Dual therapy is not without trade‑offs. The most significant risks are those associated with corticosteroids: cataract formation and IOP elevation. In the MEAD study, 68% of phakic eyes treated with dexamethasone implant developed cataract, and 42% required surgery. IOP elevation ≥10 mmHg from baseline occurred in 32% of eyes, with 1–2% requiring glaucoma surgery. For fluocinolone implant, the FAME study reported IOP elevation >30 mmHg in 37% of eyes, necessitating topical therapy in most. These risks must be discussed with patients and managed proactively with topical antiglaucoma medications or implant removal if necessary. Injection frequency can be reduced, but patients still require regular monitoring for IOP and retinal status.

Additionally, the cost of dual therapy—particularly branded anti‑VEGF agents plus a branded steroid implant—can be high. In resource‑limited settings, the choice may default to bevacizumab monotherapy, though even adding a generic steroid (e.g., preservative‑free triamcinolone acetonide, used off‑label) may be cost‑effective. Insurance coverage for combination therapy varies; prior authorization is often required. A cost‑effectiveness analysis published in 2023 suggested that anti‑VEGF plus dexamethasone implant for refractory DME was cost‑effective compared with continuing monthly anti‑VEGF monotherapy.

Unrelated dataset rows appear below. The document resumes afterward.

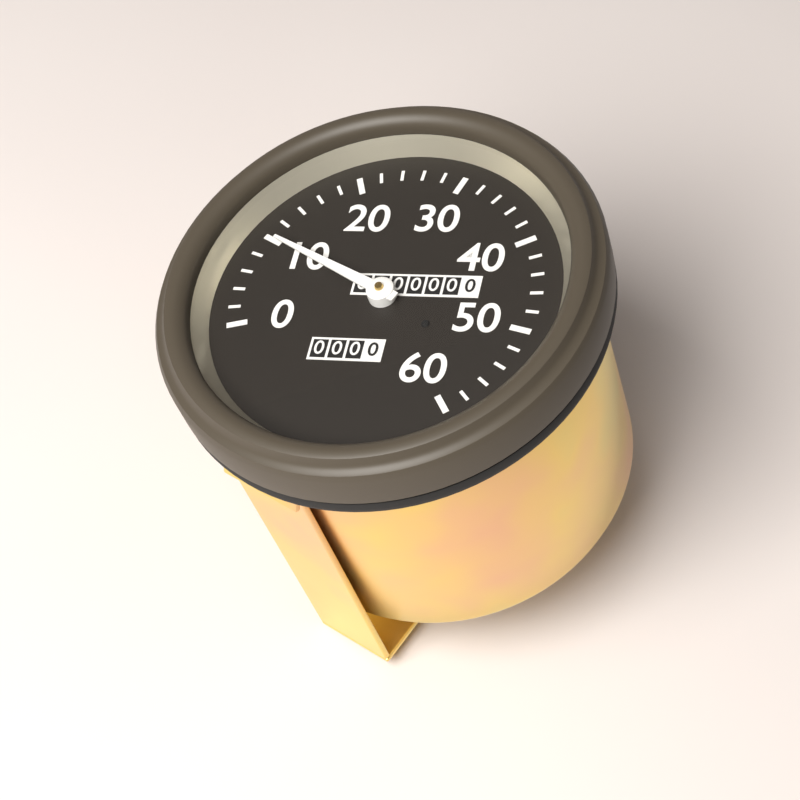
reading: 10 (no unit)
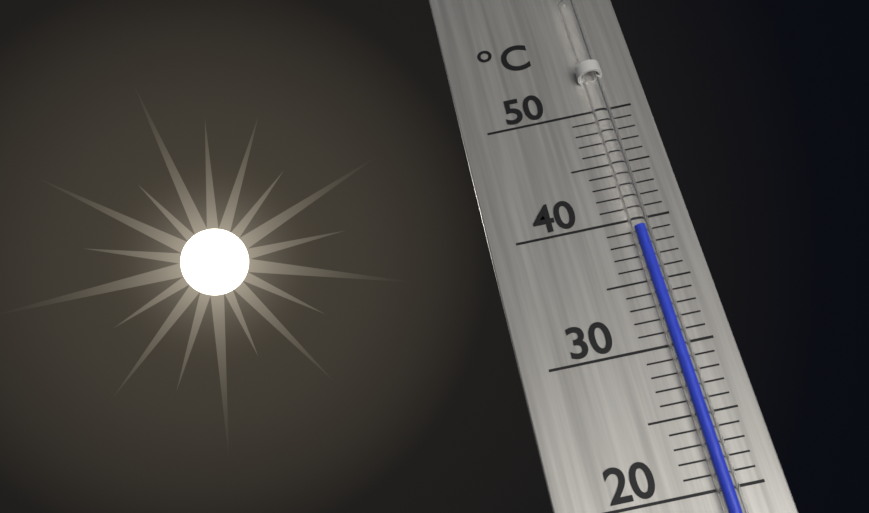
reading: 39 °C
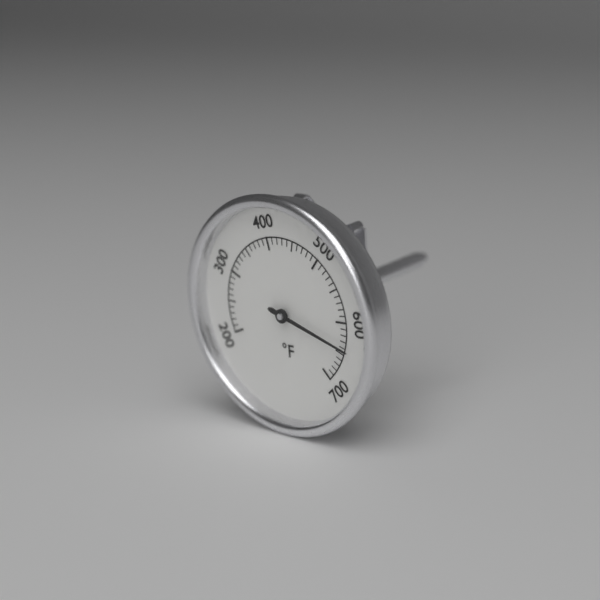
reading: 640 °F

Monitoring protocols should include:

  • OCT imaging at each visit to assess CST and qualitative fluid status (intraretinal, subretinal).
  • IOP measurement at every visit, with a low threshold for starting topical therapy if IOP rises above 25 mmHg or increases >10 mmHg from baseline.
  • Slit‑lamp examination to monitor lens clarity in phakic eyes; consider earlier cataract surgery if vision is compromised.
  • Visual acuity testing using ETDRS or Snellen charts at each visit.
  • Anterior chamber reaction in the first week after steroid implant to rule out sterile hypopyon or endophthalmitis (rare).

Long‑term data from the FAME study (3‑year follow‑up) indicate that the benefits of fluocinolone implant outweigh risks when careful monitoring and management of IOP are employed.

Future Directions

Ongoing research is refining dual therapy through sustained‑delivery technologies and novel agents. The Port Delivery System with ranibizumab is being studied for DME; combining PDS with a long‑acting corticosteroid could provide near‑elimination of injections. Suprachoroidal delivery of tyrosine kinase inhibitors (e.g., axitinib) may allow for safer combination with topical agents. Biomarker‑driven algorithms are being developed to identify which patients will benefit most from a dual approach. Artificial intelligence analysis of OCT images may soon predict inflammatory phenotypes. Finally, oral or topical anti‑VEGF and anti‑inflammatory agents are in preclinical development, which could further transform the paradigm and make dual therapy more accessible. For example, oral pan‑VEGF receptor tyrosine kinase inhibitors like pazopanib and axitinib, while still early in ocular development, may offer systemic adjunctive therapy for DME. A recent review of emerging DME therapies highlights many of these innovations (emerging therapies review). Additionally, the DRCR.net continues to evaluate new combination strategies, including faricimab plus laser (DRCR.net clinical trials).

Conclusion

Dual therapy strategies for diabetic macular edema represent a rational evolution from monotherapy, addressing the disease's dual drivers: VEGF‑mediated vascular leakage and inflammation. The strongest evidence supports combining anti‑VEGF agents with corticosteroids in pseudophakic eyes or patients with persistent edema, while anti‑VEGF plus laser retains a role in select cases to reduce injection burden. Emerging bispecific antibodies such as faricimab and sustained‑delivery devices promise to simplify dual therapy without sacrificing efficacy. As with any advanced treatment paradigm, patient selection, shared decision‑making, and vigilant monitoring are essential to maximize benefits and minimize risks. With a growing armamentarium, clinicians can now tailor therapy to the individual patient's anatomy, lens status, and lifestyle, offering the best chance for preserving vision in this challenging disease.